The impact would be to add hundreds of thousands of additional students qualifying for supplemental funding under the funding formula, at an estimated additional cost of about $2 billion per year; the percentage of students eligible for the money would rise from 63% to 70% of students statewide, based on Census data, according to estimates from Ting’s office.
Student advocacy groups that favor more funding for districts with the most concentrated poverty say this approach is a potential concern.
“We’re not ready to jump on any bill yet. We want to see some increase to the base, but two and a half times federal poverty level seems high and could dilute the impact on funding equity,” said John Affeldt, managing attorney for the nonprofit law firm Public Advocates, and a spokesperson for the LCFF Equity Coalition, representing a dozen student advocacy and civil rights organizations.
Further analysis could show that most of the additional students whose families earn up to 250% of poverty would generate more revenue for middle class districts, not urban districts with the most low-income students.
AB 1948 would also formally add homeless students as a category of students for additional funding under the formula and require districts to commit resources for them.
The bill sides with the governor on a related contentious issue: how to fund schools post-pandemic, amid projections of a statewide enrollment decline over the next decade. Newsom is proposing a rolling three-year average of funding, measured by daily student attendance. Doing so would cushion the impact of yearly drops in enrollment. Sen. Anthony Portantino, D- La Cañada Flintridge, is proposing to switch to funding by total enrollment, not attendance, which would provide districts with an estimated additional $3 billion more in annual revenue.
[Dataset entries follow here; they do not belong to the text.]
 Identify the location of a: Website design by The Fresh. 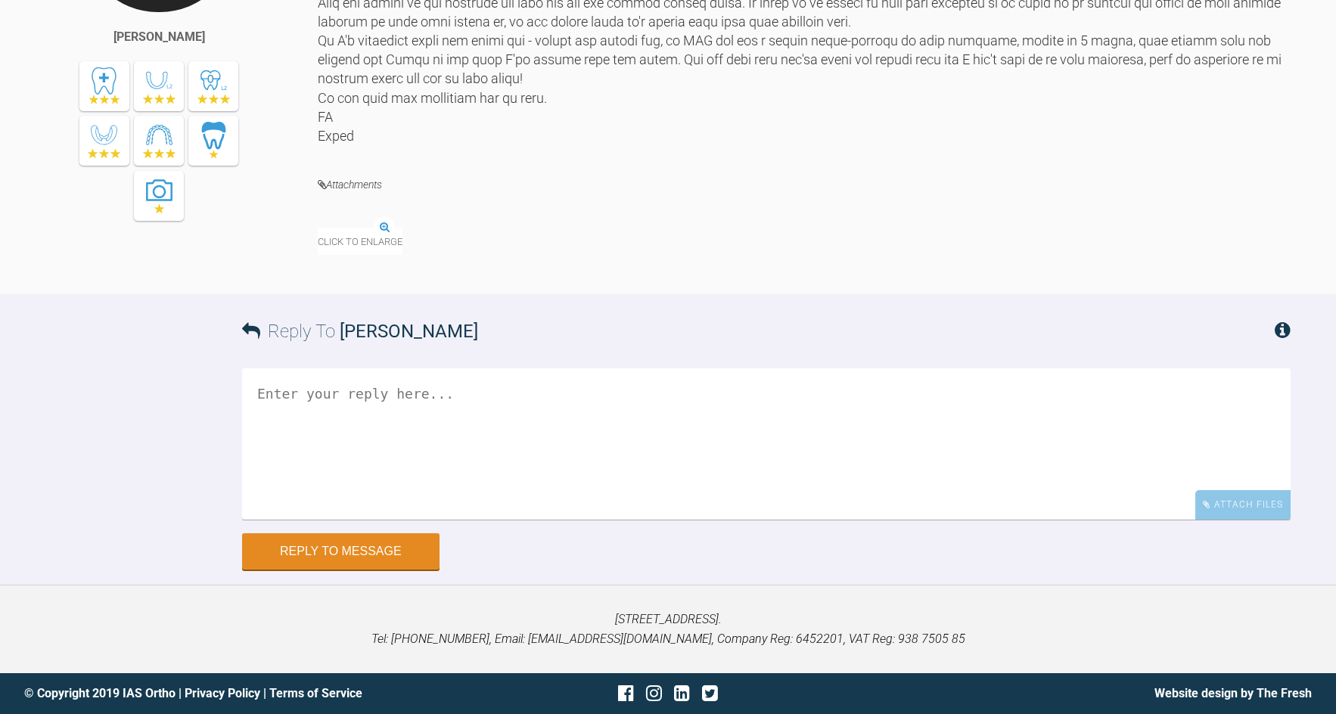
(1234, 693).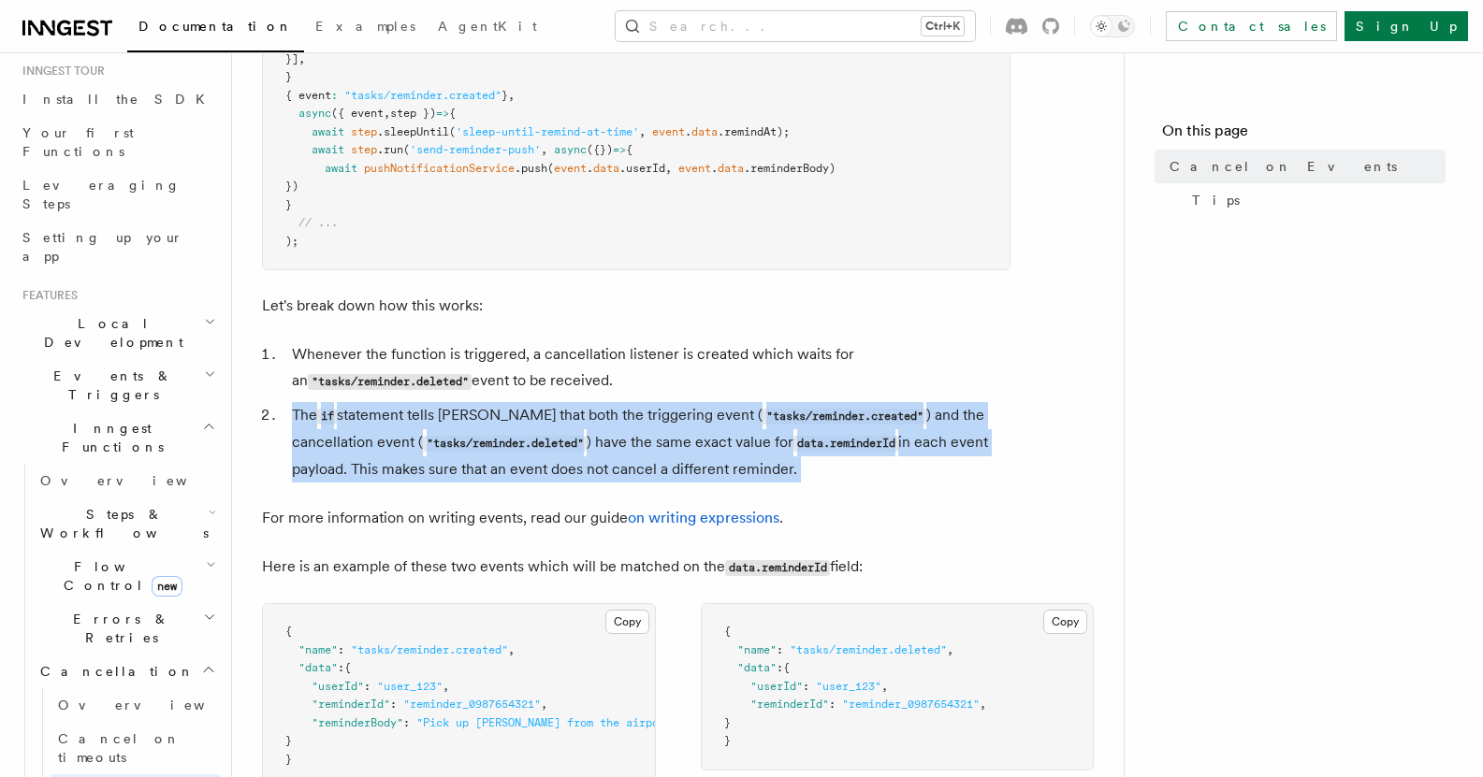  Describe the element at coordinates (1303, 135) in the screenshot. I see `h4: On this page` at that location.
Left unresolved is how to fund schools in 2022-23. Attendance this year, the basis for next year’s budget, is expected to be sharply lower because of the omicron wave and continued high chronic absenteeism, creating a budget cut of 8% to 10% or more for many districts.
“That question is glaringly absent in the bill,” said Kevin Gordon, president of Capitol Advisors Group, an education consulting firm. “But it is a positive development that the Legislature is staking out its priority on base versus restricted funding ahead of the May revision.”